Determining L

When the Drake Equation, or ‘the Drake Checklist’ as I prefer to think of it (perhaps because there are so many variables, the numbers are literally astronomical, and I suck at math) was formulated back in 1961, no human beings had been to the moon, the Hubble telescope was decades away, we did not know if water existed outside Earth and we had not discovered a single exoplanet.
Science fiction existed, but it didn’t have as much real science to draw on as it does today.
Now we know that exoplanets, and water, are very commonplace things throughout the universe, but we’re still no closer to discovering any other technological, space faring species. Of course, we don’t have any control over the various factors in the equation. There were either going to be exoplanets or there weren’t, there was either going to be water or there wasn’t, and so on.
But L is entirely up to us. L is the average lifespan of a technological species, measured from the time somebody invents radio (I’m not sure of the start point in the official equation. Maybe they measure from the invention of the steam engine, maybe from the beginning of space travel) up to the time that civilization ends.
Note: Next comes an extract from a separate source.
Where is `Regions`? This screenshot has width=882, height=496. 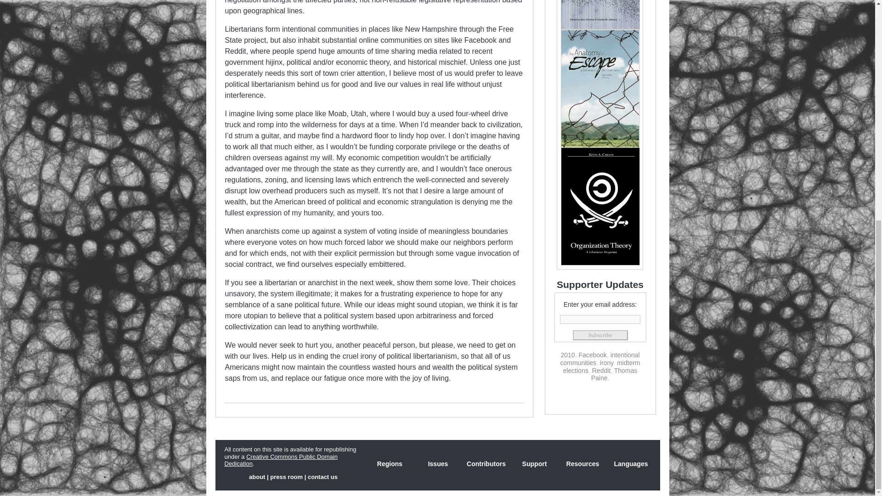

Civilizations can and do end due to war, plague, drought and all sorts of other things, and there’s no reason to think that global situations are exempt.
But, as it stands now, all we know is that one such civilization (our own) has existed for about 100 years, maybe two or three hundred at the most liberal definition. So, it’s not out of line to say that the average such society only exists for a couple of centuries. If so, the idea of space travel is pretty much dead in the water.
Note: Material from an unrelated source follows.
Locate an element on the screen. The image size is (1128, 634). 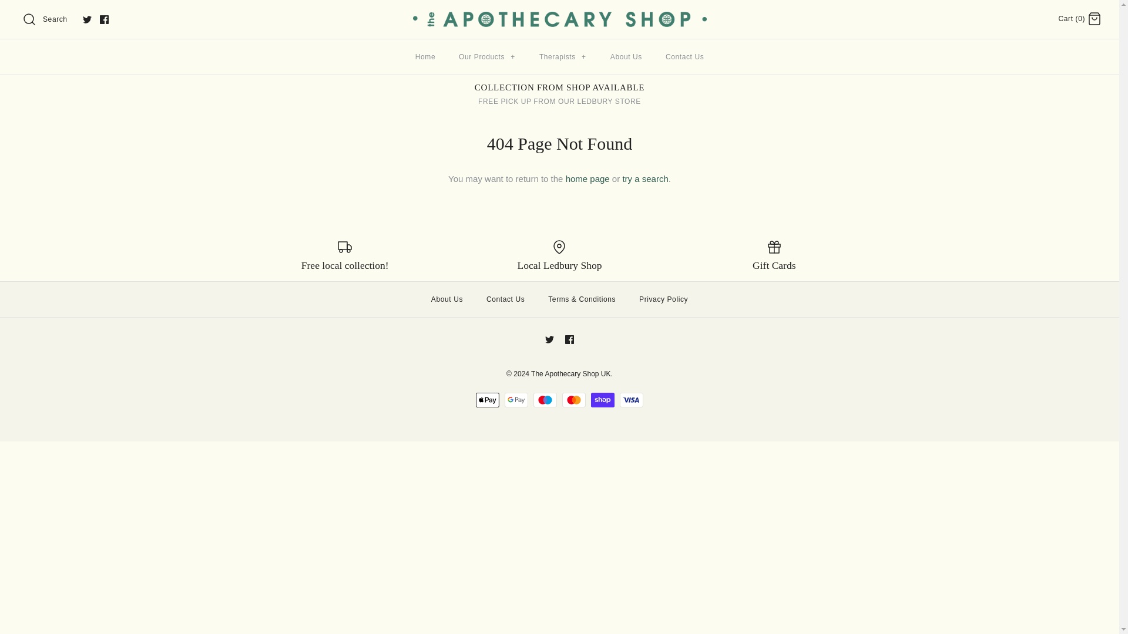
Facebook is located at coordinates (104, 19).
But I suspect the number is actually much, much higher. I suspect that most societies which reach a point where they can stabilize their atmosphere, end wars, develop defense strategies against drought, floods, hurricanes, asteroids, etc…, will do so.
We have not done so, so far, even though we have the technology. If we did so, we would have to revise that estimate upward, maybe to 100,000, or a billion, or a trillion years if we get interstellar ships developed before our sun goes kerphlooey in the next 5 billion years or so.
We can increase the odds of other intelligent species existing by prolonging the existence of our own. Whether that is quantum physics or magical thinking, we should give it a shot.